The time is right for the faster, primer Canelo Álvarez to put it all together against Gennady Golovkin, whose pace and pressure are not what they once were
This is a closer fight in the public eye today than it was two years ago when it first became an obligation. Back then, after Gennady Golovkin’s eight-round destruction of David Lemieux and Canelo Álvarez’s career-best win over Miguel Cotto for the lineal middleweight title (at a catchweight of 155lbs), few would have fancied Álvarez over the Kazakh puncher known as Triple G, who’d spent the better part of a decade ripping through the division with a rare blend of patience, technique and concussive power in both hands, fighting up to four times a year in a concentrated effort to build his value as an attraction.
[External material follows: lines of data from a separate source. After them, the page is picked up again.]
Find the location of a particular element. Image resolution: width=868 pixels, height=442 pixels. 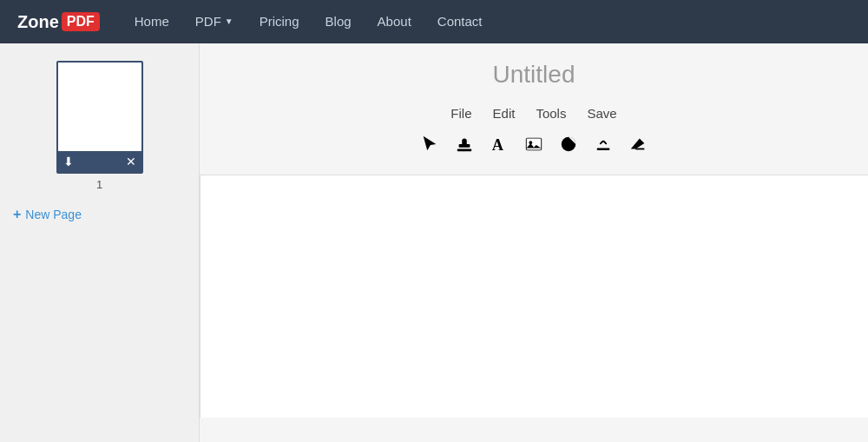

navbar: ZonePDF Home PDF ▼ Pricing Blog About Co… is located at coordinates (434, 22).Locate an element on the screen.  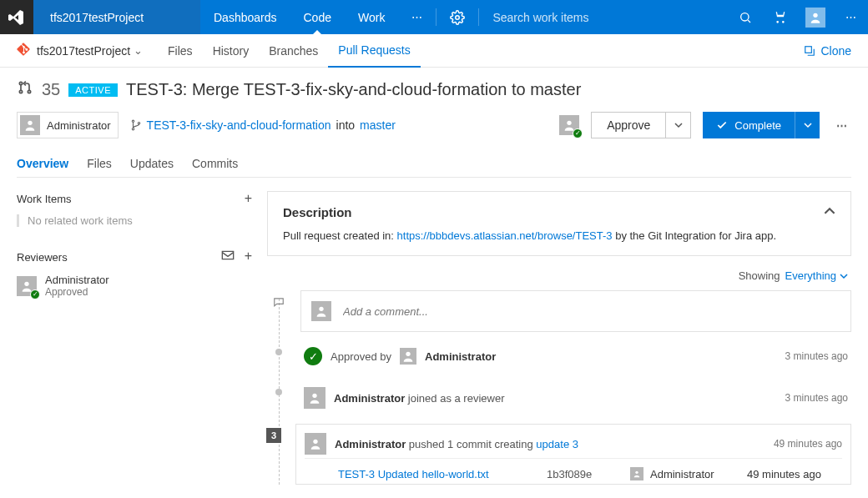
commit-message-link: TEST-3 Updated hello-world.txt is located at coordinates (442, 474).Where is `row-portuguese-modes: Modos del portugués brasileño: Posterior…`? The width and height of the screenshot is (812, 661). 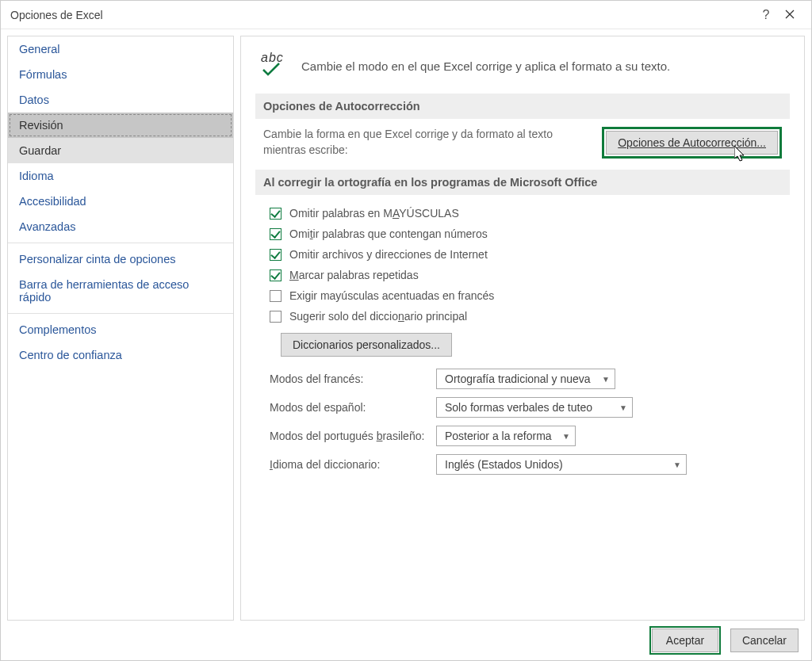 row-portuguese-modes: Modos del portugués brasileño: Posterior… is located at coordinates (523, 436).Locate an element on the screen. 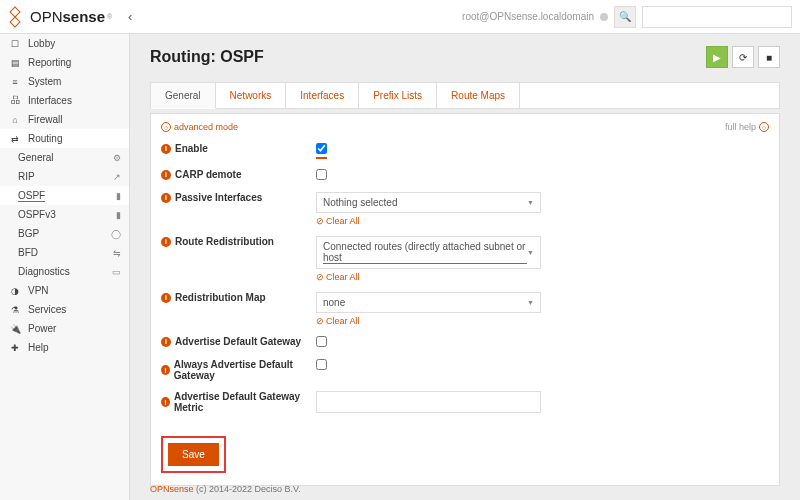 The image size is (800, 500). tab-prefix-lists: Prefix Lists is located at coordinates (398, 96).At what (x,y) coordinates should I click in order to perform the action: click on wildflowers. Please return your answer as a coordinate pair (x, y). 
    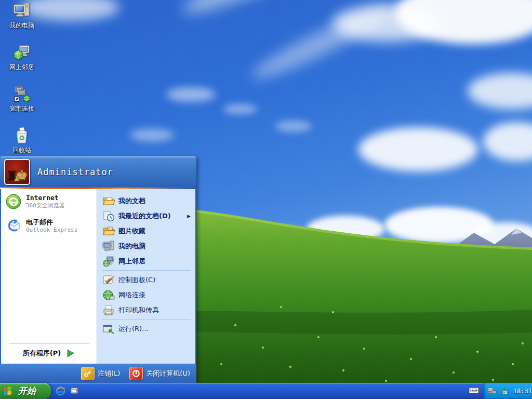
    Looking at the image, I should click on (1, 1).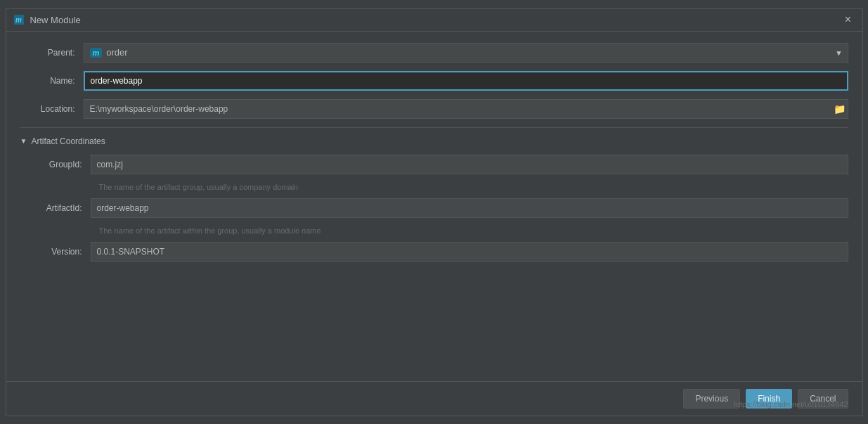 This screenshot has width=868, height=424. Describe the element at coordinates (469, 165) in the screenshot. I see `groupid-input` at that location.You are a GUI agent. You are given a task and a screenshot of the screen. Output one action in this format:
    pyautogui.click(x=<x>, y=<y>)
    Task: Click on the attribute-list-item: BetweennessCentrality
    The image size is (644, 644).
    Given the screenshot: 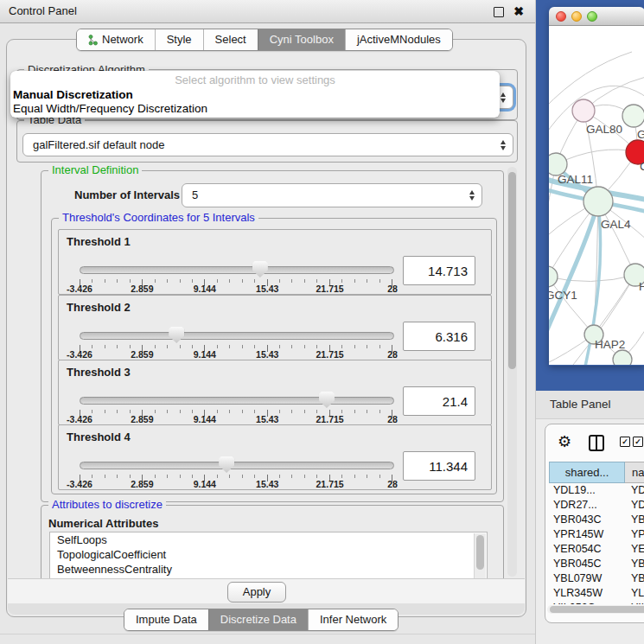 What is the action you would take?
    pyautogui.click(x=268, y=569)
I always believed Álvarez had a set of skills that could trouble Golovkin – even that Golovkin – starting with hand speed, punch variety and a slick defense that flows from deft footwork to superior upper body movement. All those attributes have improved in the last two years. The heavy-handed Golovkin’s once-relentless pace and body attack, less so. And while it’s a bit harsh to chart the undefeated Kazakh’s decline based on the lone night in nearly a decade he failed to stop his opponent inside the distance, Danny Jacobs showed that a world class operator with the correct tactics could stem a tide that had previously felt beyond negotiation. Jacobs was the best Golovkin had ever been in with. Until Saturday, that is.